Iran, on the other hand, was weak. It was still recuperating from the Iraq-Iran War, and its relations with the Arab states and with Europe remained frosty. Still, isolating Tehran proved far more difficult than Washington had envisioned. Despite its extensive efforts, the policy of containing Iran proved a huge failure.

Today, the tables have turned. Washington and London’s credibility is at an all time low. The U.S. military is overextended in Iraq, and the raging civil war there has removed any doubt that the neoconservative experiment in the Middle East has been anything but an utter failure. Israel’s conflict with Lebanon this past summer has done little to buy it new friends in the Arab world, and the pro-Western Arab governments’ impotence in influencing Washington has increased the rift between these regimes and their peoples.

Iran, on the other hand, is ascending. Forces allied with it are winning elections throughout the region; it has so far successfully defied U.S. and EU pressure to halt its enrichment program, and the strength of its allies’ deterrent forces in Lebanon during the summer skirmishes with Israel surprised even the leadership in Tehran. In addition, the clerics in Tehran are swimming in record-high oil revenues.

Yet Iran may sooner or later overplay its hand.
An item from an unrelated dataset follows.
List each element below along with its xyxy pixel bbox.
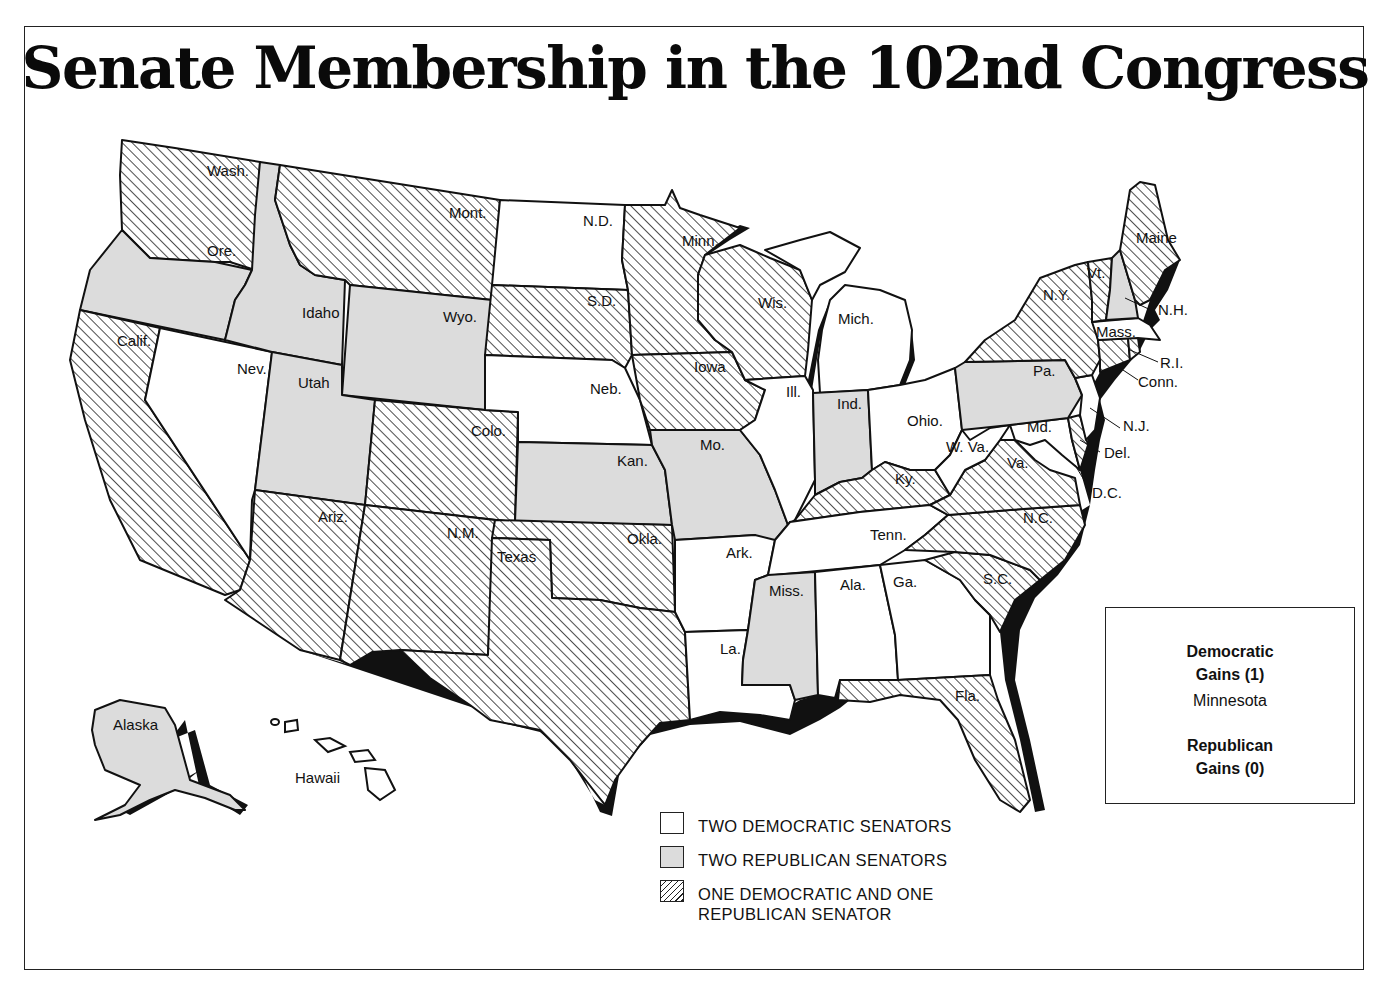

Its excessive rhetoric against Israel and the United States has already backfired to a certain extent. While the tough talk may have signaled that the cost of U.S. military intervention against Iran would be devastating and have major regional repercussions, it has also increased anxiety among Iran’s Arab neighbors and made them more inclined to seek Iran’s isolation and containment.

Still, a strategy that failed under far more favorable circumstances is unlikely to succeed under the current more challenging conditions. Instead, rather than increasing stability in the region, many believe that pursuing this course risks bringing the confrontation between the West and Iran to a climax, with a regional war as its ultimate outcome. Disturbingly, some elements in Saudi Arabia seem to prefer such a conflict to an Iraqi democracy with Shiites at the helm.

So far, Bush and Blair have resisted the one policy that could both avoid regional war and help stabilize Iraq-a holistic approach that would give all regional states a stake in the region’s future and stability. Confrontation and balance of power politics still seem to be preferred over consensus building.

But it remains to be seen who will lose the most-and who can afford to lose the most-in the lose-lose situation that the continuation of this policy would likely lead to. Though no side is immune to miscalculation, some would argue that so far, Bush and Blair far outdo their competitors in this field.

Trita Parsi is a writer for the Inter Press Service and the author of Treacherous Triangle-The Secret Dealings of Israel, Iran, and the United States (Yale University Press, 2007).